Aeternitas
In ancient Roman religion, Aeternitas was the divine personification of eternity. She was particularly associated with Imperial cult as a virtue[1] of the deified emperor (divus). The religious maintenance of abstract deities such as Aeternitas was characteristic of official Roman cult from the time of the Julio-Claudians to the Severans.[2]
Like the more familiar anthropomorphic deities, Aeternitas and other abstractions were cultivated with sacrifices and temples, both in Rome and in the provinces. The temple of Aeternitas Augusta at Tarraco in Roman Spain was pictured on a coin.[3][4]
The divinity sometimes appears as Aeternitas Imperii (the "Eternity of Roman rule"),[5] where the Latin word imperium ("command, power") points toward the meaning "empire," the English word derived from it. Aeternitas Imperii was among the deities who received sacrifices from the Arval Brethren in a thanksgiving when Nero survived conspiracy and attempted assassination. New bronze coinage was issued at this time, on which various virtues were represented.[6] Aeternitas was among the many virtues depicted on coinage issued under Vespasian, Titus, Trajan, Hadrian, Antoninus Pius, and Septimius Severus.[7]
The coins issued 75–79 AD under Vespasian show Aeternitas holding a head in each hand representing Sol and Luna.[8] On the coins of Titus (80–81 AD), Aeternitas holds a cornucopia, leans on a scepter, and has one foot placed on a globe, imagery that links the concepts of eternity, prosperity, and world dominion. From the 2nd to the mid-3rd century, the iconography of Aeternitas includes the globe, celestial bodies (stars, or sun and moon), and the phoenix, a symbol of cyclical time, since the phoenix was reborn in flames every 500 years.[9] Aeternitas sometimes holds the globe on which the phoenix perches.[10]

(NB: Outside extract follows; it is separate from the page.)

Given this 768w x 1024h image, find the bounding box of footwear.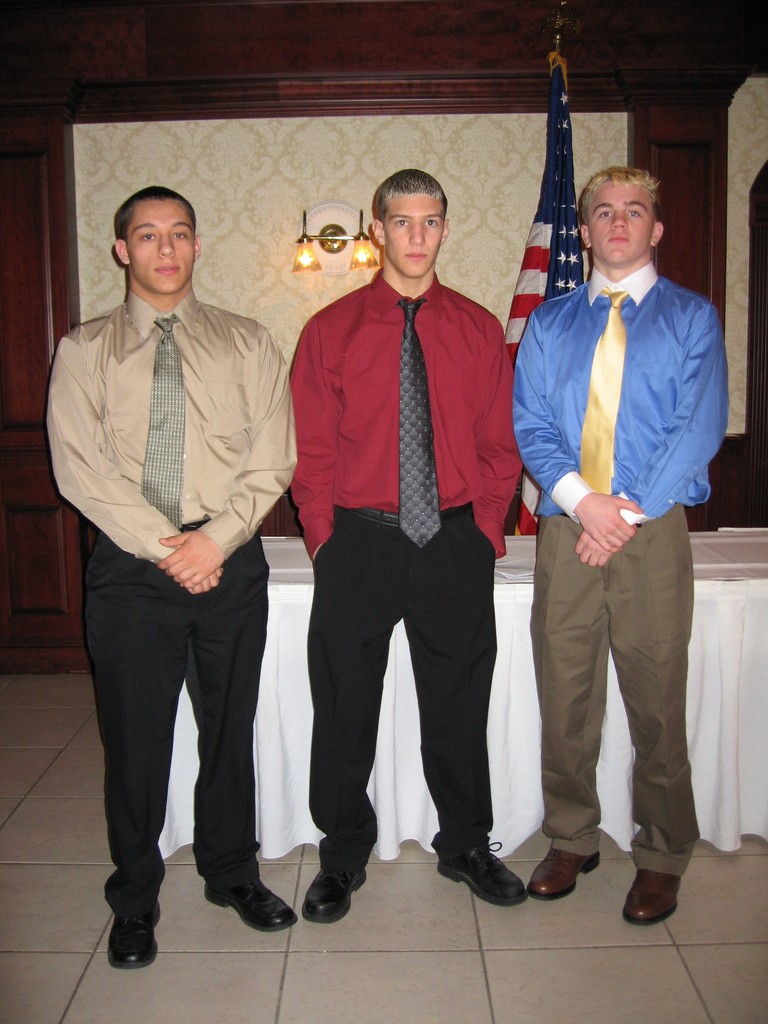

In The Marriage of Philology and Mercury, Martianus Capella says that Aeternitas is among the more honored of Jupiter's daughters. He mentions her diadem, the circular shape of which represents eternity.[11]
The male equivalent of Aeternitas is Aion, the god of unbound time, the celestial spheres, and the Zodiac.[12]
References
[edit]- ^ "Virtue" is a conventional label for this class of deities; as Duncan Fishwick has noted in Imperial Cult in the Latin West (Brill, 1990), pp. 459–460, to call "eternity" a virtue in English may seem strained.
- ^ Fishwick, Duncan. The Imperial Cult, p. 460.
- ^ Robert E.A. Palmer, Studies of the Northern Campus Martius in ancient Rome (American Philosophical Society, 1990), p. 20.
- ^ Fishwick, Duncan. The Imperial Cult, p. 461.
- ^ Alain Gowing, Empire and Memory: The Representation of the Roman Republic in Imperial Culture (Cambridge University Press, 2005), p. 150.
- ^ J. Rufus Fears, "The Cult of Virtues and Roman Imperial Ideology" Aufstieg und Niedergang der römischen Welt II.17.2 (1981), p. 895.
- ^ J. Rufus Fears, "The Cult of Virtues and Roman Imperial Ideology" Aufstieg und Niedergang der römischen Welt II.17.2 (1981), pp. 900-901.
- ^ Raffaele Pettazzoni, Essays on the History of Religions (Brill, 1967), p. 177.
- ^ Melissa Barden Dowling, "A Time to Regender: The Transformation of Roman Time," in Time and Uncertainty (Brill, 2004), p. 179.
- ^ Ittai Gradel, Emperor Worship and Roman Religion (Oxford University Press, 2002), p. 309.
- ^ Martianus Capella, The Marriage of Philology and Mercury 1.4.13; Danuta Shanzer, A Philosophical and Literary Commentary on Martanus Capella's De Nuptiis Philologiae et Mercuri Book 1 (University of California Press, 1986), p. 71.
- ^ Gradel, Emperor Worship and Roman Religion, pp. 310–311.